Step 6: Power-up or Extend
Option A: The "Power-up" (Recommended)
In Lambda, CPU is proportional to Memory.
If your timeout is caused by heavy processing (encryption, parsing), increase the Memory. It often costs the same or less because the function finishes so much faster.
# Example: Increasing memory to 512MB often doubles CPU speed
aws lambda update-function-configuration \
--function-name my-fn \
--memory-size 512
Option B: Increase the Timeout
aws lambda update-function-configuration \
--function-name my-fn \
--timeout 30
Warning: If using API Gateway, the hard limit is 29 seconds. Setting Lambda >29s can result in "zombie" processes.
Pro Tips
- Set P99 + Buffer: Set your timeout slightly above your P99 latency, not your median.
- Provisioned Concurrency: For critical paths where cold starts cause timeouts, enable Provisioned Concurrency to keep environments warm (though this increases cost).

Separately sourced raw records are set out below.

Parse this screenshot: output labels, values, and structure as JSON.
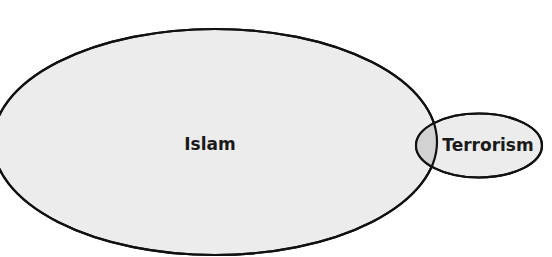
{
  "diagram": {
    "type": "venn",
    "colors": {
      "background": "#ffffff",
      "set_fill": "#ececec",
      "overlap_fill": "#d2d2d2",
      "stroke": "#111111",
      "text": "#1a1a1a"
    },
    "sets": [
      {
        "id": "islam",
        "label": "Islam",
        "shape": {
          "cx": 215,
          "cy": 142,
          "rx": 222,
          "ry": 113
        },
        "label_pos": {
          "x": 210,
          "y": 150
        }
      },
      {
        "id": "terrorism",
        "label": "Terrorism",
        "shape": {
          "cx": 479,
          "cy": 145.5,
          "rx": 63,
          "ry": 32
        },
        "label_pos": {
          "x": 488,
          "y": 151
        }
      }
    ],
    "overlap": {
      "between": [
        "Islam",
        "Terrorism"
      ],
      "label": ""
    }
  }
}
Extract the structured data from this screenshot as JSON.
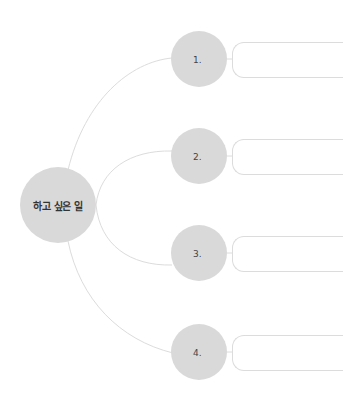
{
  "diagram": {
    "center": {
      "label": "하고 싶은 일"
    },
    "branches": [
      {
        "label": "1.",
        "text": ""
      },
      {
        "label": "2.",
        "text": ""
      },
      {
        "label": "3.",
        "text": ""
      },
      {
        "label": "4.",
        "text": ""
      }
    ],
    "colors": {
      "node_fill": "#d9d9d9",
      "line": "#dcdcdc",
      "box_border": "#dcdcdc"
    }
  }
}
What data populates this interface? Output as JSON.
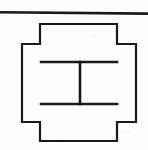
{
  "figure": {
    "title": "Cruciform section outline with inner I-beam",
    "background_color": "#fdfdfc",
    "ink_color": "#1a1a1a",
    "canvas": {
      "width": 148,
      "height": 150
    },
    "elements": {
      "top_rule_label": "top border rule",
      "outer_outline_label": "stepped cruciform outer outline",
      "beam_top_flange_label": "upper flange",
      "beam_bottom_flange_label": "lower flange",
      "beam_web_label": "vertical web"
    }
  },
  "chart_data": {
    "type": "line",
    "title": "Cruciform section outline with inner I-beam",
    "xlabel": "",
    "ylabel": "",
    "xlim": [
      0,
      148
    ],
    "ylim": [
      150,
      0
    ],
    "grid": false,
    "legend": "none",
    "series": [
      {
        "name": "top border rule",
        "stroke_width": 2.6,
        "closed": false,
        "x": [
          0,
          148
        ],
        "y": [
          12.2,
          13.6
        ]
      },
      {
        "name": "stepped cruciform outer outline",
        "stroke_width": 2.2,
        "closed": true,
        "x": [
          40,
          117,
          117,
          136,
          136,
          117,
          117,
          40,
          40,
          22,
          22,
          40
        ],
        "y": [
          24,
          24,
          44,
          44,
          122,
          122,
          141,
          141,
          122,
          122,
          44,
          44
        ]
      },
      {
        "name": "upper flange",
        "stroke_width": 2.6,
        "closed": false,
        "x": [
          41,
          117
        ],
        "y": [
          62,
          62
        ]
      },
      {
        "name": "lower flange",
        "stroke_width": 2.6,
        "closed": false,
        "x": [
          41,
          117
        ],
        "y": [
          104,
          104
        ]
      },
      {
        "name": "vertical web",
        "stroke_width": 2.6,
        "closed": false,
        "x": [
          80,
          80
        ],
        "y": [
          62,
          104
        ]
      }
    ]
  }
}
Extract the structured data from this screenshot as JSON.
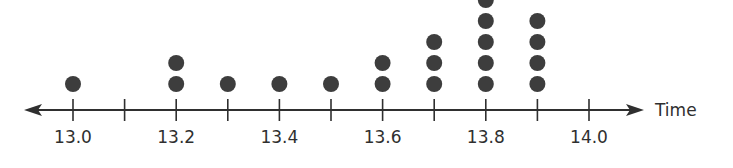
{
  "chart_data": {
    "type": "dot_plot",
    "title": "",
    "xlabel": "Time",
    "ylabel": "",
    "xlim": [
      12.93,
      14.25
    ],
    "tick_values": [
      13.0,
      13.1,
      13.2,
      13.3,
      13.4,
      13.5,
      13.6,
      13.7,
      13.8,
      13.9,
      14.0
    ],
    "tick_labels": [
      {
        "value": 13.0,
        "label": "13.0"
      },
      {
        "value": 13.2,
        "label": "13.2"
      },
      {
        "value": 13.4,
        "label": "13.4"
      },
      {
        "value": 13.6,
        "label": "13.6"
      },
      {
        "value": 13.8,
        "label": "13.8"
      },
      {
        "value": 14.0,
        "label": "14.0"
      }
    ],
    "categories": [
      "13.0",
      "13.1",
      "13.2",
      "13.3",
      "13.4",
      "13.5",
      "13.6",
      "13.7",
      "13.8",
      "13.9",
      "14.0"
    ],
    "values": [
      1,
      0,
      2,
      1,
      1,
      1,
      2,
      3,
      5,
      4,
      0
    ],
    "grid": false,
    "legend": null,
    "arrows": "both"
  },
  "colors": {
    "dot": "#3d3d3d",
    "axis": "#2f2f2f",
    "text": "#2f2f2f",
    "background": "#ffffff"
  }
}
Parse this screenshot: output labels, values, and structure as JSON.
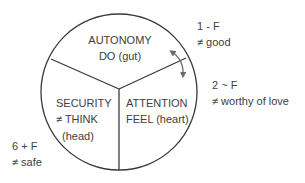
{
  "colors": {
    "background": "#ffffff",
    "line": "#3a3a3a",
    "text": "#404040",
    "arrow": "#6b6b6b"
  },
  "segments": {
    "top": {
      "title": "AUTONOMY",
      "subtitle": "DO (gut)"
    },
    "left": {
      "title": "SECURITY",
      "subtitle": "≠ THINK",
      "subtitle2": "(head)"
    },
    "right": {
      "title": "ATTENTION",
      "subtitle": "FEEL (heart)"
    }
  },
  "annotations": {
    "one": {
      "line1": "1 - F",
      "line2": "≠ good"
    },
    "two": {
      "line1": "2 ~ F",
      "line2": "≠ worthy of love"
    },
    "six": {
      "line1": "6 + F",
      "line2": "≠ safe"
    }
  },
  "icons": {
    "double_arrow": "curved-double-arrow-icon"
  }
}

- Fail Fast: Configure your HTTP clients (Axios, requests, etc.) to timeout before the Lambda execution limit. This allows you to log a graceful error rather than crashing hard.
CloudWatch Insights: Use this query to find your slowest invocations:
filter @type = "REPORT" | stats max(@duration) as max_dur by @requestId | sort max_dur desc
Conclusion
Timeouts signal that Lambda is waiting too long. Whether it's a slow database, a heavy calculation, or a missing network route, the fix usually lies in observability (X-Ray/Logs) rather than just increasing the timer.
Beware the "Ghost Bill": Simply increasing the timeout on a failing function just means you pay AWS for 30 seconds of failure instead of 3. Fix the bottleneck, don't just feed it more time.
Aaron Rose is a software engineer and technology writer at tech-reader.blog and the author of Think Like a Genius.